Steve Jobs, the late iconic former CEO of Apple, Inc spoke in detail in a new book due out Monday about his cancer fight, company, business competition, politics, views on the afterlife and meeting his biological father.

Descriptions of parts of the book are making the rounds online. ‘Steve Jobs’ is a biography by Walter Isaacson – which draws on more than 40 exclusive interviews with the late CEO and unfettered access to people in his life.

Below are 10 revelations from the new book:

1. Cancer Fight – Jobs delayed surgery for his slow-growing form of pancreatic cancer for nine months in 2003 while he tried alternative remedies such as a vegan diet, herbal remedies and even consulted a psychic. He attended a clinic which advises juice fasts, bowel cleansings and other approaches.

“I really didn’t want them to open up my body, so I tried to see if a few other things world work,’ he told me years later with a hint of regret,’” Isaacson wrote. Isaacson told 60 minutes Jobs said he “didn’t want to be violated in that way.”

2. “Magical Thinking” – Why would Jobs make such a seemingly stupid decision, a 60 Minutes interviewer asked Isaacson.

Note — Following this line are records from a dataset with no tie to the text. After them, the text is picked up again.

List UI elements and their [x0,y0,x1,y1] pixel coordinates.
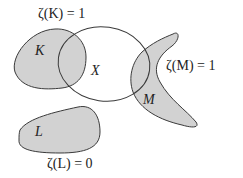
label-l: L [34,124,43,139]
region-m [131,33,197,127]
annotation-zeta-m: ζ(M) = 1 [166,58,215,74]
region-k [14,29,86,89]
region-l [19,107,100,153]
label-m: M [142,92,156,107]
annotation-zeta-k: ζ(K) = 1 [38,6,85,22]
label-x: X [90,63,100,78]
diagram-canvas: K X M L ζ(K) = 1 ζ(M) = 1 ζ(L) = 0 [0,0,243,178]
label-k: K [34,43,45,58]
annotation-zeta-l: ζ(L) = 0 [47,156,93,172]
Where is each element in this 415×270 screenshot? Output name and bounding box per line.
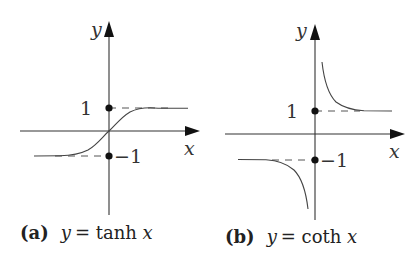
panel-tanh: y x 1 −1 (a) y = tanh x (20, 18, 200, 243)
x-axis-arrow-icon (185, 126, 200, 136)
caption-a: (a) y = tanh x (20, 222, 153, 243)
coth-curve-positive (322, 62, 392, 111)
tanh-curve (34, 108, 188, 156)
tick-label-minus1: −1 (114, 145, 142, 167)
coth-curve-negative (238, 160, 308, 210)
tick-label-1: 1 (80, 97, 92, 119)
y-axis-arrow-icon (310, 24, 320, 40)
hyperbolic-functions-figure: y x 1 −1 (a) y = tanh x y x 1 − (0, 0, 415, 270)
y-axis-arrow-icon (104, 21, 114, 37)
panel-coth: y x 1 −1 (b) y = coth x (225, 19, 405, 247)
tick-label-1: 1 (286, 100, 298, 122)
x-axis-label: x (389, 140, 400, 162)
y-axis-label: y (295, 19, 307, 41)
x-axis-label: x (184, 137, 195, 159)
y-axis-label: y (90, 18, 102, 40)
point-y1 (105, 104, 112, 111)
point-y-minus1 (105, 152, 112, 159)
point-y-minus1 (311, 156, 318, 163)
tick-label-minus1: −1 (320, 149, 348, 171)
x-axis-arrow-icon (390, 129, 405, 139)
point-y1 (311, 107, 318, 114)
caption-b: (b) y = coth x (225, 226, 357, 247)
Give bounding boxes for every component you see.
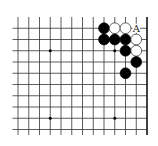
- star-point: [113, 117, 116, 120]
- white-stone: [131, 34, 142, 45]
- black-stone: [120, 45, 131, 56]
- black-stone: [131, 57, 142, 68]
- white-stone: [109, 23, 120, 34]
- black-stone: [99, 34, 110, 45]
- white-stone: [120, 23, 131, 34]
- go-board-diagram: A: [0, 0, 158, 146]
- star-point: [49, 117, 52, 120]
- star-point: [113, 49, 116, 52]
- black-stone: [109, 34, 120, 45]
- point-labels: A: [132, 23, 141, 34]
- white-stone: [131, 45, 142, 56]
- point-label-a: A: [132, 23, 141, 34]
- black-stone: [120, 34, 131, 45]
- star-point: [49, 49, 52, 52]
- black-stone: [120, 68, 131, 79]
- go-board-canvas: A: [0, 0, 158, 146]
- black-stone: [99, 23, 110, 34]
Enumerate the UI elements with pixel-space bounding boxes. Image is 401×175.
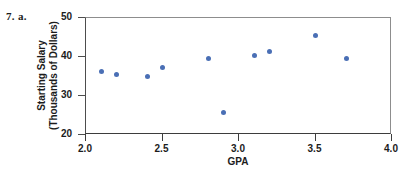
data-point (99, 69, 104, 74)
x-tick-mark (162, 134, 163, 141)
x-axis-title: GPA (85, 156, 391, 167)
plot-area (85, 17, 391, 134)
x-tick-mark (238, 134, 239, 141)
y-tick-label: 50 (46, 12, 72, 22)
problem-number-label: 7. a. (6, 10, 27, 22)
y-tick-mark (78, 56, 85, 57)
x-tick-mark (85, 134, 86, 141)
y-axis-title: Starting Salary (Thousands of Dollars) (34, 17, 62, 134)
data-point (221, 110, 226, 115)
data-point (114, 72, 119, 77)
scatter-plot-figure: 7. a. Starting Salary (Thousands of Doll… (0, 0, 401, 175)
y-tick-mark (78, 95, 85, 96)
x-tick-label: 2.0 (68, 143, 102, 154)
data-point (145, 74, 150, 79)
y-tick-mark (78, 134, 85, 135)
y-tick-label: 40 (46, 51, 72, 61)
data-point (252, 53, 257, 58)
y-tick-label: 30 (46, 90, 72, 100)
x-tick-mark (315, 134, 316, 141)
data-point (313, 33, 318, 38)
x-tick-label: 4.0 (374, 143, 401, 154)
data-point (206, 56, 211, 61)
data-points-layer (86, 18, 392, 135)
y-tick-label: 20 (46, 129, 72, 139)
x-tick-label: 3.0 (221, 143, 255, 154)
data-point (267, 49, 272, 54)
x-tick-mark (391, 134, 392, 141)
x-tick-label: 2.5 (145, 143, 179, 154)
data-point (160, 65, 165, 70)
x-tick-label: 3.5 (298, 143, 332, 154)
y-tick-mark (78, 17, 85, 18)
y-axis-title-line2: (Thousands of Dollars) (48, 21, 60, 130)
data-point (344, 56, 349, 61)
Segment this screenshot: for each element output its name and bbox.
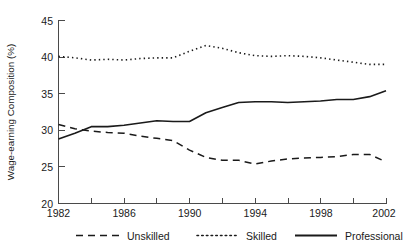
legend-label-unskilled: Unskilled xyxy=(127,230,170,242)
y-tick-label-30: 30 xyxy=(41,124,53,136)
x-tick-label-1986: 1986 xyxy=(112,207,136,219)
y-tick-label-35: 35 xyxy=(41,88,53,100)
wage-earning-composition-line-chart: 45 40 35 30 25 20 Wage-earning Compositi… xyxy=(0,0,409,248)
x-tick-label-1990: 1990 xyxy=(178,207,202,219)
y-tick-label-40: 40 xyxy=(41,51,53,63)
x-tick-label-1994: 1994 xyxy=(244,207,268,219)
y-tick-label-45: 45 xyxy=(41,15,53,27)
y-tick-label-25: 25 xyxy=(41,161,53,173)
x-axis-ticks xyxy=(59,198,387,204)
series-line-skilled xyxy=(59,45,387,64)
y-axis-ticks xyxy=(59,21,65,204)
y-axis-title: Wage-earning Composition (%) xyxy=(5,44,16,180)
series-line-unskilled xyxy=(59,124,387,164)
legend-label-skilled: Skilled xyxy=(246,230,277,242)
legend-label-professional: Professional xyxy=(345,230,403,242)
x-tick-label-1998: 1998 xyxy=(309,207,333,219)
chart-figure: 45 40 35 30 25 20 Wage-earning Compositi… xyxy=(0,0,409,248)
x-tick-label-1982: 1982 xyxy=(47,207,71,219)
x-tick-label-2002: 2002 xyxy=(372,207,396,219)
chart-legend: Unskilled Skilled Professional xyxy=(76,230,403,242)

“I think that he kind of felt that if you ignore something, if you don’t want something to exist, you can have magical thinking … we talked about this a lot,” Isaacson said. “He wanted to talk about it, how he regretted it … I think he felt he should have been operated sooner.”

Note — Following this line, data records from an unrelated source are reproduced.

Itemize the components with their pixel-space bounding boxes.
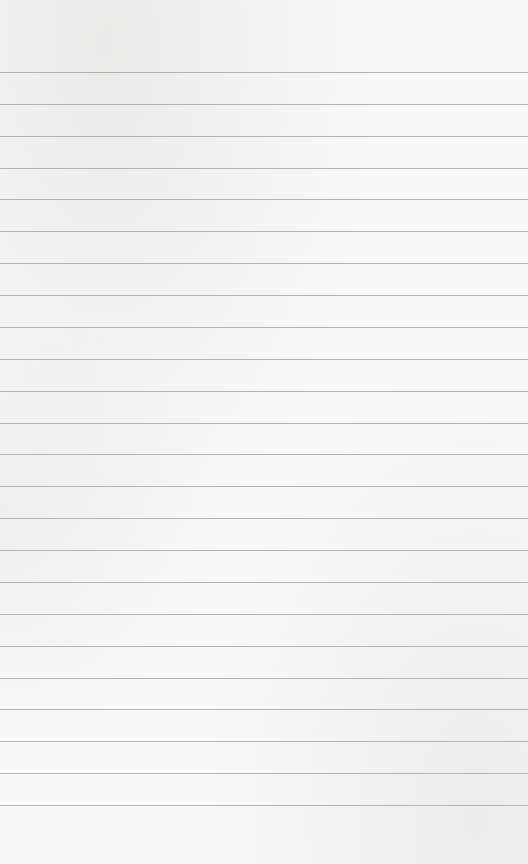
ruled-line: [0, 614, 528, 615]
ruled-line: [0, 454, 528, 455]
lined-paper-sheet: [0, 0, 528, 864]
ruled-line: [0, 550, 528, 551]
ruled-line: [0, 582, 528, 583]
ruled-line: [0, 391, 528, 392]
ruled-line: [0, 518, 528, 519]
ruled-line: [0, 136, 528, 137]
ruled-line: [0, 295, 528, 296]
ruled-line: [0, 168, 528, 169]
ruled-line: [0, 741, 528, 742]
ruled-line: [0, 231, 528, 232]
ruled-line: [0, 263, 528, 264]
ruled-line: [0, 486, 528, 487]
ruled-line: [0, 104, 528, 105]
ruled-line: [0, 359, 528, 360]
ruled-line: [0, 773, 528, 774]
ruled-line: [0, 678, 528, 679]
ruled-line: [0, 805, 528, 806]
ruled-line: [0, 72, 528, 73]
ruled-line: [0, 646, 528, 647]
ruled-line: [0, 423, 528, 424]
ruled-line: [0, 327, 528, 328]
ruled-line: [0, 709, 528, 710]
ruled-line: [0, 199, 528, 200]
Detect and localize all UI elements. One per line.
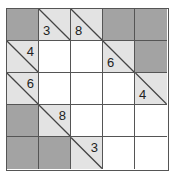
- across-clue: 8: [59, 109, 66, 122]
- entry-cell[interactable]: [135, 137, 167, 169]
- kakuro-grid: 3 8 4 6 6 4 8 3: [6, 8, 169, 171]
- blocked-cell: [103, 9, 135, 41]
- down-clue: 4: [139, 88, 146, 101]
- blocked-cell: [135, 41, 167, 73]
- down-clue: 8: [75, 24, 82, 37]
- entry-cell[interactable]: [103, 73, 135, 105]
- clue-cell: 6: [7, 73, 39, 105]
- entry-cell[interactable]: [39, 73, 71, 105]
- clue-cell: 8: [71, 9, 103, 41]
- clue-cell: 3: [71, 137, 103, 169]
- clue-cell: 4: [135, 73, 167, 105]
- clue-cell: 3: [39, 9, 71, 41]
- entry-cell[interactable]: [135, 105, 167, 137]
- across-clue: 6: [27, 77, 34, 90]
- clue-cell: 8: [39, 105, 71, 137]
- down-clue: 6: [107, 56, 114, 69]
- blocked-cell: [7, 105, 39, 137]
- blocked-cell: [39, 137, 71, 169]
- clue-cell: 4: [7, 41, 39, 73]
- across-clue: 3: [91, 141, 98, 154]
- clue-cell: 6: [103, 41, 135, 73]
- blocked-cell: [7, 137, 39, 169]
- entry-cell[interactable]: [39, 41, 71, 73]
- entry-cell[interactable]: [71, 105, 103, 137]
- entry-cell[interactable]: [103, 105, 135, 137]
- entry-cell[interactable]: [103, 137, 135, 169]
- blocked-cell: [7, 9, 39, 41]
- entry-cell[interactable]: [71, 41, 103, 73]
- across-clue: 4: [27, 45, 34, 58]
- down-clue: 3: [43, 24, 50, 37]
- blocked-cell: [135, 9, 167, 41]
- entry-cell[interactable]: [71, 73, 103, 105]
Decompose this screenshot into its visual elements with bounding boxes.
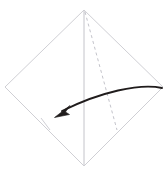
origami-diagram-canvas — [0, 0, 168, 170]
origami-diagram-svg — [0, 0, 168, 170]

3. Church – Jobs stopped attending church at age 13, saying he never went back after looking at a photo of starving children on the cover of Life magazine, the book notes, according to the Associated Press. Jobs reportedly asked whether his Sunday school pastor knew what would happen to them. Jobs later studied Zen Buddhism.

4. Death and the Afterlife - Isaacson said Jobs believed the odds of there being a God were 50-50, but that he thought about the existence of God much more when he was diagnosed with cancer, AP reports.

5. Business and Teachers Unions – Jobs told President Barack Obama at a meeting in the fall of 2010 that the United States had “regulations and unnecessary costs” that made it more difficult to build factories in the United States compared with China. Jobs told the President that his Administration had to be more business friendly. “You’re headed for a one-term presidency,” Jobs said, according to the Huffington Post. Separately, Jobs also said the U.S. educational system was “crippled by union work rules,” according to Isaacson. Jobs proposed allowing teachers to be fired based on merit, opening schools until 6 p.m. and 11 months a year.

6. The ‘Apple’ Name – His company’s name was conceived after visiting an Apple farm, the book says, AP reports. Jobs said the name sounded “fun, spirited and not intimidating.”

7. Corrupt People – Jobs criticized executives who succeeded him at Apple when he was ousted in 1985 as “corrupt people” with “corrupt values,” the book notes according to AP He said they mostly only about making money “for themselves mainly, and also for Apple – rather than making great products.”

8. Apple’s Design Priority – Apple’s design chief Johnathan Ive had “more operational power” than anyone in the company except for Jobs, AP notes from the book. That’s “the way I set it up,” Jobs said.

9. Bitter on Google’s Android – Jobs told Google CEO Eric Schmidt – who had once been a board member at Apple that the search engine company committed “grand theft” by introducing the Android operating system, which had features similar to Apple’s touchscreen iPhone software, the book says according to AP. Apple sued Google.

“I will spend my last dying breath if I need to, and I will spend every penny of Apple’s $40 billion in the bank, to right this wrong,” Jobs said. “I’m going to destroy Android, because it’s a stolen product. I’m willing to go thermonuclear war on this.”

10. Biological Father – Jobs, who was given up for adoption by his mother, met his biological father without knowing it before Jobs knew who he was. Isaacson told CBS they met several times. Jobs biological sister - whom jobs learned about through his biological mother – found their father working at a coffee shop. His father, Abdulfattah “John” Jandali told her he used to run a popular Mediterranean restaurant in Silicon Valley.

“Everybody used to come there,” Isaacson says Jandali told Simpson. “Even Steve Jobs used to eat there. Yeah, he was a great tipper.”

Jobs learned about the comment but didn’t want to meet him.

“I learned a little bit about him and I didn’t like what I learned. I asked her to not tell him that we ever met … not tell him anything about me,” he said.

Isaacson said Jobs didn’t reach out to his biological father.